How to use your own Registry

One of the things that makes Docker so useful is how easy it is to pull ready-to-use images from a central location, Docker’s Central Registry. It is just as easy to push your own image (or collection of tagged images as a repository) to the same public registry so that everyone can benefit from your newly Dockerized service.

But sometimes you can’t share your repository with the world because it contains proprietary code or confidential information. Today we are introducing an easy way to share repositories on your own registry so that you can control access to them and still share them among multiple Docker daemons. You can decide if your registry is public or private.

You’ll need the latest version of Docker (>=0.5.0) to use this new feature, and you must run this version as both the daemon and the client. You’ll also need the Docker registry code.

Using Push and Pull

The default way of pushing and pulling repositories from the Central Registry has not changed:

# Pull the ubuntu base image:
docker pull ubuntu

# Push the Hipache image (if you're samalba!)
docker push samalba/hipache

Implicitly that push and pull each access the Central Registry at index.docker.io, so nothing has changed with the default behavior and all the examples still work.

Now the new feature! To push to or pull from your own registry, you just need to add the registry’s location to the repository name. It will look like my.registry.address:port/repositoryname.

Let’s say I want to push the repository “ubuntu” to my local registry, which runs on my local machine, on the port 5000:

# First, make sure you have the "ubuntu" repository:
docker pull ubuntu

# Then, find the image id that corresponds to the ubuntu repository
docker images | grep ubuntu | grep latest
ubuntu  latest  8dbd9e392a96  12 weeks ago  263 MB (virtual 263 MB)

# Almost there!
# Tag to create a repository with the full registry location.
# The location becomes a permanent part of the repository name.
docker tag 8dbd9e392a96 localhost.localdomain:5000/ubuntu

# Finally, push the new repository to its home location.
docker push localhost.localdomain:5000/ubuntu

Obviously, the push will fail if no registry server answer locally on the port 5000. We’ll briefly show how to start your own registry server at the end of this blog post.

It’s important to note that we’re using a domain containing a “.” here, i.e. localhost.domain. Docker looks for either a “.” (domain separator) or “:” (port separator) to learn that the first part of the repository name is a location and not a user name. If you just had localhost without either .localdomain or :5000 (either one would do) then Docker would believe that localhost is a username, as in localhost/ubuntu or samalba/hipache. It would then try to push to the default Central Registry. Having a dot or colon in the first part tells Docker that this name contains a hostname and that it should push to your specified location instead.
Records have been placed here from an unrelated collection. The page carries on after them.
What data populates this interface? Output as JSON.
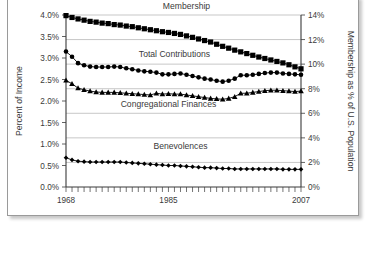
{
  "chart_data": {
    "type": "line",
    "title": "",
    "xlabel": "",
    "ylabel": "Percent of Income",
    "y2label": "Membership as % of U.S. Population",
    "xlim": [
      1968,
      2007
    ],
    "ylim": [
      0.0,
      4.0
    ],
    "y2lim": [
      0,
      14
    ],
    "grid": true,
    "legend_position": "inline-labels",
    "x": [
      1968,
      1969,
      1970,
      1971,
      1972,
      1973,
      1974,
      1975,
      1976,
      1977,
      1978,
      1979,
      1980,
      1981,
      1982,
      1983,
      1984,
      1985,
      1986,
      1987,
      1988,
      1989,
      1990,
      1991,
      1992,
      1993,
      1994,
      1995,
      1996,
      1997,
      1998,
      1999,
      2000,
      2001,
      2002,
      2003,
      2004,
      2005,
      2006,
      2007
    ],
    "xticks": [
      1968,
      1985,
      2007
    ],
    "xtick_labels": [
      "1968",
      "1985",
      "2007"
    ],
    "yticks": [
      0.0,
      0.5,
      1.0,
      1.5,
      2.0,
      2.5,
      3.0,
      3.5,
      4.0
    ],
    "ytick_labels": [
      "0.0%",
      "0.5%",
      "1.0%",
      "1.5%",
      "2.0%",
      "2.5%",
      "3.0%",
      "3.5%",
      "4.0%"
    ],
    "y2ticks": [
      0,
      2,
      4,
      6,
      8,
      10,
      12,
      14
    ],
    "y2tick_labels": [
      "0%",
      "2%",
      "4%",
      "6%",
      "8%",
      "10%",
      "12%",
      "14%"
    ],
    "gridline_values": [
      2,
      4,
      6,
      8,
      10,
      12,
      14
    ],
    "series": [
      {
        "name": "Membership",
        "axis": "right",
        "marker": "square",
        "unit": "percent of U.S. population",
        "label_x": 1988,
        "label_y_axis_right": 14.45,
        "values": [
          13.95,
          13.8,
          13.68,
          13.58,
          13.48,
          13.42,
          13.34,
          13.3,
          13.22,
          13.18,
          13.1,
          13.05,
          12.96,
          12.88,
          12.8,
          12.72,
          12.64,
          12.58,
          12.5,
          12.42,
          12.3,
          12.18,
          12.05,
          11.92,
          11.8,
          11.62,
          11.45,
          11.3,
          11.14,
          11.0,
          10.86,
          10.72,
          10.58,
          10.46,
          10.34,
          10.22,
          10.1,
          9.95,
          9.78,
          9.62
        ]
      },
      {
        "name": "Total Contributions",
        "axis": "left",
        "marker": "circle",
        "unit": "percent of income",
        "label_x": 1986,
        "label_y_axis_left": 3.03,
        "values": [
          3.15,
          3.03,
          2.88,
          2.83,
          2.8,
          2.79,
          2.79,
          2.79,
          2.8,
          2.79,
          2.76,
          2.74,
          2.71,
          2.69,
          2.68,
          2.66,
          2.62,
          2.62,
          2.63,
          2.64,
          2.61,
          2.58,
          2.55,
          2.52,
          2.5,
          2.47,
          2.45,
          2.47,
          2.52,
          2.6,
          2.6,
          2.61,
          2.63,
          2.65,
          2.66,
          2.66,
          2.64,
          2.63,
          2.62,
          2.61
        ]
      },
      {
        "name": "Congregational Finances",
        "axis": "left",
        "marker": "triangle",
        "unit": "percent of income",
        "label_x": 1985,
        "label_y_axis_left": 1.86,
        "values": [
          2.48,
          2.4,
          2.3,
          2.26,
          2.23,
          2.21,
          2.2,
          2.2,
          2.2,
          2.19,
          2.18,
          2.17,
          2.16,
          2.15,
          2.14,
          2.18,
          2.16,
          2.17,
          2.16,
          2.16,
          2.14,
          2.12,
          2.1,
          2.08,
          2.06,
          2.05,
          2.04,
          2.06,
          2.1,
          2.18,
          2.18,
          2.2,
          2.22,
          2.24,
          2.25,
          2.25,
          2.24,
          2.23,
          2.22,
          2.23
        ]
      },
      {
        "name": "Benevolences",
        "axis": "left",
        "marker": "diamond",
        "unit": "percent of income",
        "label_x": 1987,
        "label_y_axis_left": 0.88,
        "values": [
          0.68,
          0.63,
          0.6,
          0.59,
          0.58,
          0.58,
          0.58,
          0.58,
          0.58,
          0.58,
          0.57,
          0.56,
          0.55,
          0.54,
          0.53,
          0.52,
          0.51,
          0.5,
          0.5,
          0.49,
          0.48,
          0.47,
          0.46,
          0.45,
          0.45,
          0.44,
          0.43,
          0.43,
          0.42,
          0.42,
          0.42,
          0.42,
          0.42,
          0.42,
          0.42,
          0.42,
          0.41,
          0.41,
          0.41,
          0.41
        ]
      }
    ]
  }
}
Install your Registry (on your server or locally)

Docker-Registry is a simple Python app, installing it is straight-forward:

git clone https://github.com/dotcloud/docker-registry.git
cd docker-registry
cp config_sample.yml config.yml
pip install -r requirements.txt
gunicorn --access-logfile - --log-level debug --debug 
    -b 0.0.0.0:5000 -w 1 wsgi:application

Your Registry is now running on localhost (port 5000) in a development flavor and using local storage. Obviously, in a production environment, you might want to run the Registry on port 443 (or 80 on a local network) and make it accessible on a hostname like “registry.domain.tld”, and point it to use S3 or other storage.

About Sam Alba

Sam

As dotCloud’s first engineering hire, Sam was part of the tiny team that shipped our first private beta in 2010. Since then, he has been instrumental in scaling the platform to tens of millions of unique visitors for tens of thousands of developers across the world, leaving his mark on every major feature and component along the way. Today, as dotCloud’s first director of engineering, he manages our fast-growing engineering team, which is another way to say he sits in meetings so that other engineers don’t have to. When not sitting in a meeting, he maintains several popular open-source projects, including Hipache and Cirruxcache and other projects also ending in “-ache”. In a previous life, Sam supported Fortune 500s at Akamai, built the web infrastructure at several startups, and wrote software for self-driving cars in a research lab at INRIA.